More conducts the dialogue between his fictitious traveller, Raphael, and living personages, like Peter Giles, Morton, and himself, with admirable dramatic skill, and a reader may easily be puzzled to detect where the fact ends and the fiction begins. In elaborating the details of his imaginary republic he displays fertile powers of invention, while his satiric reflections on the practices of the diplomatists and statesmen of his own day, especially in Raphael's remarks on leagues and treaties, could not have been bettered by Swift (cf. Brewer, Henry VIII, i. 288-97). But unless the poor-law legislation of Elizabeth's reign can be ascribed to its influence, the ‘Utopia’ cannot be credited with more practical effect than Plato's ‘Republic.’ It doubtless suggested such speculative treatises as Campanella's ‘Civitas Solis,’ Bacon's fragmentary ‘New Atlantis,’ Hobbes's ‘Leviathan,’ Harrington's ‘Oceana,’ and Filmer's ‘Patriarchal.’ In many ways, too, the work anticipates the arguments of modern socialists, and some socialist reformers, despite the facts that monarchy and slavery are essential features of the Utopian commonwealth, have of late years adopted it as their text-book.

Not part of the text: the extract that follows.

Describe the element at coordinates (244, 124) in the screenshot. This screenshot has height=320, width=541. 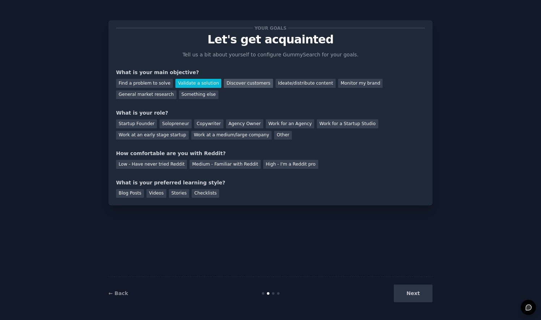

More, although an expounder, was no serious champion of a socialistic system. The ‘Utopia’ was mainly an exercise of the imagination, a playful satire on the world as it was (cf. Erasmus, Epist. ii. 1155). To a large extent it was an adaptation of Plato's ‘Republic’ and of the recorded practices of the early Christians, with some reminiscence of St. Augustine's ‘Civitas Dei’ (cf. Plato Republic, transl. by Jowett, Oxford, 1891, Preface). More doubtless believed that classical ideals and the spirit of early mediæval monasticism might be both studied with advantage in an epoch which seemed to him dominated by the avarice of the rich and by too exclusively a mercantile spirit. But he distinctly disavowed any personal belief, in the practicability of communism, the leading principle in his fanciful State. After Raphael had explained his communistic panacea for the poverty of the many, More interposes in his own person the remark, ‘But I am of a contrary opinion’ (p. 69), and argues that ‘continued sedition and bloodshed’ must be the outcome of the abolition of private property. Subsequently in his ‘Supplication of Souls’—his reply to Fish's ‘Supplication of Beggars’—he sought with much vehemence to confute the theory that ‘hand labour’ was alone profitable to a state, and denounced Fish's proposal to confiscate church property on the ground that it would prove a prelude to a disastrous plunder of the rich by the poor. His theological tracts and his personal practice in and out of office amply prove that he viewed religious toleration in workaday life as undermining the foundations of society, and in conflict with laws both human and divine. More's practical opinions on religion and politics must be sought elsewhere than in the ‘Utopia.’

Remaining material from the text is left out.